Drugeon, who many experts believe was a French intelligence asset before defecting to al Qaida, is alleged to have masterminded a 2012 “lone wolf” attack on French soldiers and Jewish targets in the southern French city of Toulouse. That attack killed seven people before the perpetrator, a French citizen named Mohammed Merah, who French intelligence believes had been trained by Drugeon, was killed by a police sniper after a long, violent standoff with security forces.
Wednesday’s attack killed at least 10 journalists and two policemen, who’d apparently been assigned to guard the magazine because of previous threats made against the publication, including a firebombing in 2011.
The gunmen escaped and were still at large hours after the attack. French authorities said they were seeking three people in the attack.
Witnesses speaking to French television reporters described the attackers as calmly entering the editorial offices of the magazine during its weekly editorial meeting, shooting the victims before declaring “Allahu Akbar” and “We have avenged the prophet,” before quickly and calmly departing the scene before police could respond.
In three videos of the aftermath posted on the Internet by witnesses, two masked gunmen can be seen exiting the building with military efficiency, making coordinated and precise movements indicative of extensive experience and training. Commonly referred to by military professionals as “muscle memory,” the movements reflect the kind of repetitive training that allows someone to efficiently execute tactical movements and maintain fire discipline and accurate marksmanship under the stress of combat.
In one series of photographs, a French police vehicle can be seen with its windshield riddled with bullets in a fairly tight cluster, a pattern that would be nearly impossible for a casually trained beginner to produce with the assault rifles the gunmen were carrying. Though simple to use, the rifles, a variant of the Russian AK-47, tend to be difficult to control when fired on full automatic. But the impact pattern on the police vehicle indicates not just a familiarity with the weapon, but at least a competent degree of marksmanship.

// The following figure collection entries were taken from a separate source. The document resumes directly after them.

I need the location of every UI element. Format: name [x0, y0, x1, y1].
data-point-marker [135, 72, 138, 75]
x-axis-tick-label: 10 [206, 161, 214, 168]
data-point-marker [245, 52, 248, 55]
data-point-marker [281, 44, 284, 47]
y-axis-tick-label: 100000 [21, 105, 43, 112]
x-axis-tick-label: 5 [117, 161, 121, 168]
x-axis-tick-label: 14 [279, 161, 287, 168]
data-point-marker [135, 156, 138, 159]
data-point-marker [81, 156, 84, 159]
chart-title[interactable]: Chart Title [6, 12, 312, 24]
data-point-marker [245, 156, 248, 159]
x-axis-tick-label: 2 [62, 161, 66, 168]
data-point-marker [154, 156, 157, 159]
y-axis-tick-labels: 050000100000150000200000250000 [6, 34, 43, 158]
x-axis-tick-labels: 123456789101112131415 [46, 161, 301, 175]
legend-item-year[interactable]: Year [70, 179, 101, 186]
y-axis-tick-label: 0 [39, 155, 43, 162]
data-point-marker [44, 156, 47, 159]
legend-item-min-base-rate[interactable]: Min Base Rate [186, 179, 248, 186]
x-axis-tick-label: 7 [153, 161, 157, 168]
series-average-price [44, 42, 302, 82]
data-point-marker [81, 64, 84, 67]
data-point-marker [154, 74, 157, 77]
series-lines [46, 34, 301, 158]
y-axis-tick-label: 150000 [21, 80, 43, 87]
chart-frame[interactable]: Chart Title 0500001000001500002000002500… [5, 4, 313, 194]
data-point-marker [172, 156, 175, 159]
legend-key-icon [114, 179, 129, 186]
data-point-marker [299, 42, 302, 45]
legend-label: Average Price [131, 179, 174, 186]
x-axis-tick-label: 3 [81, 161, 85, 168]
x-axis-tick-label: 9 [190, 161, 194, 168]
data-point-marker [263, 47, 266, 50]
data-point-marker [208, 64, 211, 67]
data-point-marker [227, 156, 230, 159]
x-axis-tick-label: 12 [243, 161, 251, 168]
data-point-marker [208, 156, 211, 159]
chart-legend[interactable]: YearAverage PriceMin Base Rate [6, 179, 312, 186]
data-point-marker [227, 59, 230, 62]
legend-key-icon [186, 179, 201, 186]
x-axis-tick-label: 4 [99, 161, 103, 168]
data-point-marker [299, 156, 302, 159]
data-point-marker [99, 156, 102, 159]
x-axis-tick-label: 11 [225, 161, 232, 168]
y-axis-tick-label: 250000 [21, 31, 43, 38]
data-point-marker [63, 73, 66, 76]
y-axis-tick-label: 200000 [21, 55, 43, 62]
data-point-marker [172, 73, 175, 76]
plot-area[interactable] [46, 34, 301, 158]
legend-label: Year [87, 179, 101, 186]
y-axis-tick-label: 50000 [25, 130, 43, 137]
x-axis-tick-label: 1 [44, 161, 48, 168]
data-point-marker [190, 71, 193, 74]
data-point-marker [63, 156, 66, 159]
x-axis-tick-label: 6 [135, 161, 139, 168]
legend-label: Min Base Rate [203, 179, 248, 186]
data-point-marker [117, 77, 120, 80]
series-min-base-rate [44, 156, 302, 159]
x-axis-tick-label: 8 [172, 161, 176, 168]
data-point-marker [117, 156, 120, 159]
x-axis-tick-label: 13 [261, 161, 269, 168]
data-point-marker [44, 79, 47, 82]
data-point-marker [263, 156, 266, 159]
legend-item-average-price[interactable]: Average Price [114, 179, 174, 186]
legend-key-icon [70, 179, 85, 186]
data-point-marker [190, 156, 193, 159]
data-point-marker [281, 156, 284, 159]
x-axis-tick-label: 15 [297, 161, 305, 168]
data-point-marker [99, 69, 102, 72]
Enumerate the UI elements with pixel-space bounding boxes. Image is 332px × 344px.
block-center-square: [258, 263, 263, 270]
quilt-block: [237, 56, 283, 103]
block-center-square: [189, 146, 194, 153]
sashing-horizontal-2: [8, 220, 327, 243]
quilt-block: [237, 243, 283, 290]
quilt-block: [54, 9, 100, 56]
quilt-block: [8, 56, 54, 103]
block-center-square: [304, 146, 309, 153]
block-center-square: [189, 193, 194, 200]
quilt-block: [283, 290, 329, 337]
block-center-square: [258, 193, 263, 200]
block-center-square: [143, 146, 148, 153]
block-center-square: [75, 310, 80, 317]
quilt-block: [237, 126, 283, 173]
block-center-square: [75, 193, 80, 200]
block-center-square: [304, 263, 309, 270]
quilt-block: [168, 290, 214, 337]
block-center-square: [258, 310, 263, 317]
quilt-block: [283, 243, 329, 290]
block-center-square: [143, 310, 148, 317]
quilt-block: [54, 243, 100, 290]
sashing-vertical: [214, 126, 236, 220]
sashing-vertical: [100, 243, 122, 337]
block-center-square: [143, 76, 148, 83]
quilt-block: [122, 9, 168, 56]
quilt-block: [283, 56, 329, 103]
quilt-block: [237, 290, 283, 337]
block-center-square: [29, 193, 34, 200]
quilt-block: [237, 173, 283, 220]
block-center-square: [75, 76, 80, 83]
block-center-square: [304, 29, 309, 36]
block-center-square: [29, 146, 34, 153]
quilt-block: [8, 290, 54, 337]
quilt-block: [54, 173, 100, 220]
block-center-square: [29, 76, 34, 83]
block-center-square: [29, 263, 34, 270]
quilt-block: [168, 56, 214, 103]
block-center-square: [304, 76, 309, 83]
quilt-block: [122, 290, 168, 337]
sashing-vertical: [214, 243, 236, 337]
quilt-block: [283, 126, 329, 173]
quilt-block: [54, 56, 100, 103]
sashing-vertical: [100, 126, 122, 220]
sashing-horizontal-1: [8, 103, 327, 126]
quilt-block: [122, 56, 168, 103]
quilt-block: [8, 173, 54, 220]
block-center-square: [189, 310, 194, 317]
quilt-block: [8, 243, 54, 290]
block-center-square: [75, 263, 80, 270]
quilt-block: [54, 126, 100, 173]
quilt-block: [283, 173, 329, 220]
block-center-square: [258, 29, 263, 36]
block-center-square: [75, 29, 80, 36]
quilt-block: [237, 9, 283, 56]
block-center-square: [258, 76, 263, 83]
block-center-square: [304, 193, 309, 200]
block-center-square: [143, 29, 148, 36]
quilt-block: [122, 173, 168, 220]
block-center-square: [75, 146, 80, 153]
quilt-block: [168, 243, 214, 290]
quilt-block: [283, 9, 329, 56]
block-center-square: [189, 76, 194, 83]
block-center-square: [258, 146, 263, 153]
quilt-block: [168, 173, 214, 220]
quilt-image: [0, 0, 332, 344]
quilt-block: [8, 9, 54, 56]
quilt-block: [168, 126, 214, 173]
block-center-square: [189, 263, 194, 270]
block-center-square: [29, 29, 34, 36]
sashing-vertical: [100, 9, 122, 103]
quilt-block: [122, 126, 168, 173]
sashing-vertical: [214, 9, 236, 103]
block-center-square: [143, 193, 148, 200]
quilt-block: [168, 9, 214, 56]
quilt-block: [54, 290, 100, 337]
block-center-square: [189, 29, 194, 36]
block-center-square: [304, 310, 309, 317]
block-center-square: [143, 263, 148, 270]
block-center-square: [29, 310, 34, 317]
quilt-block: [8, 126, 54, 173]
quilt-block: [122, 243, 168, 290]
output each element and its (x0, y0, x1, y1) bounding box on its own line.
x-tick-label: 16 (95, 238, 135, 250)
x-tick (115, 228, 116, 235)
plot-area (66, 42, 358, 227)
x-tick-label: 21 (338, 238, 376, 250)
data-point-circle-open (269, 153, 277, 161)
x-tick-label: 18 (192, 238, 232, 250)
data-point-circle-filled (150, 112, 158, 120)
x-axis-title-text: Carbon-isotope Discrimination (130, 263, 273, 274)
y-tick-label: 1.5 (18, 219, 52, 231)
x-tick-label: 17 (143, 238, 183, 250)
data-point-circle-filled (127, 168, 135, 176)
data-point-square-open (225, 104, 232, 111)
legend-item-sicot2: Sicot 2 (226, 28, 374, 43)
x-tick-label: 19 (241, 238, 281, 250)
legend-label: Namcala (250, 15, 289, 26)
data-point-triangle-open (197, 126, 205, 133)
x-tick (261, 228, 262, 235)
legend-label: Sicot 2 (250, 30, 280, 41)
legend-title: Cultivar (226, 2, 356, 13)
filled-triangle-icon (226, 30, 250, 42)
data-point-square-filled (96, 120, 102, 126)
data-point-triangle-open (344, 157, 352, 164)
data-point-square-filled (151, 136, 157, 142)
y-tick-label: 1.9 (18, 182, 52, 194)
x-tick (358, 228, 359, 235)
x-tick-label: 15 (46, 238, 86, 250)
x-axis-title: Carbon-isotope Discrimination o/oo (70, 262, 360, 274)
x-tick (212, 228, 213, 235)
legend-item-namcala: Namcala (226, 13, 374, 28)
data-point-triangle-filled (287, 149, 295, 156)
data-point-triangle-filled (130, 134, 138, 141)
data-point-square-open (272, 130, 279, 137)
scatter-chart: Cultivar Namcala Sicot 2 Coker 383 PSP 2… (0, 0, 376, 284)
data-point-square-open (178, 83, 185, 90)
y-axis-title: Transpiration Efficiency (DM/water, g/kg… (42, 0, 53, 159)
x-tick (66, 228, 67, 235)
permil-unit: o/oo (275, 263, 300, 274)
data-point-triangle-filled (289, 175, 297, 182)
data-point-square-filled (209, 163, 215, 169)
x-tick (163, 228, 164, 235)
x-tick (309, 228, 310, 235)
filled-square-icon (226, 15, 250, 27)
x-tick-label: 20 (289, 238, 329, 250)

Another video underscores the likelihood that the two were experienced fighters. In it, two gunmen exit the building to board a waiting hatchback sedan when they notice a policeman down the block attempting to engage them as they escape. Without hesitation, the two gunmen shoot the officer, then calmly close on the wounded man as he lies in the street before one of the shooters fires a round into his head from pointblank range.
Again, the calm manner in which the wounded man is murdered before the pair return to the car suggests combat experience or at least extensive training. Both men move quickly but in a very controlled manner. At one point, the lead gunman appears to use a common infantry hand signal to summon his accomplice to his side.
The pair then drive away from the scene, but not before one of the gunmen picks up an object – possibly a shoe – that had fallen from the car as the door opened.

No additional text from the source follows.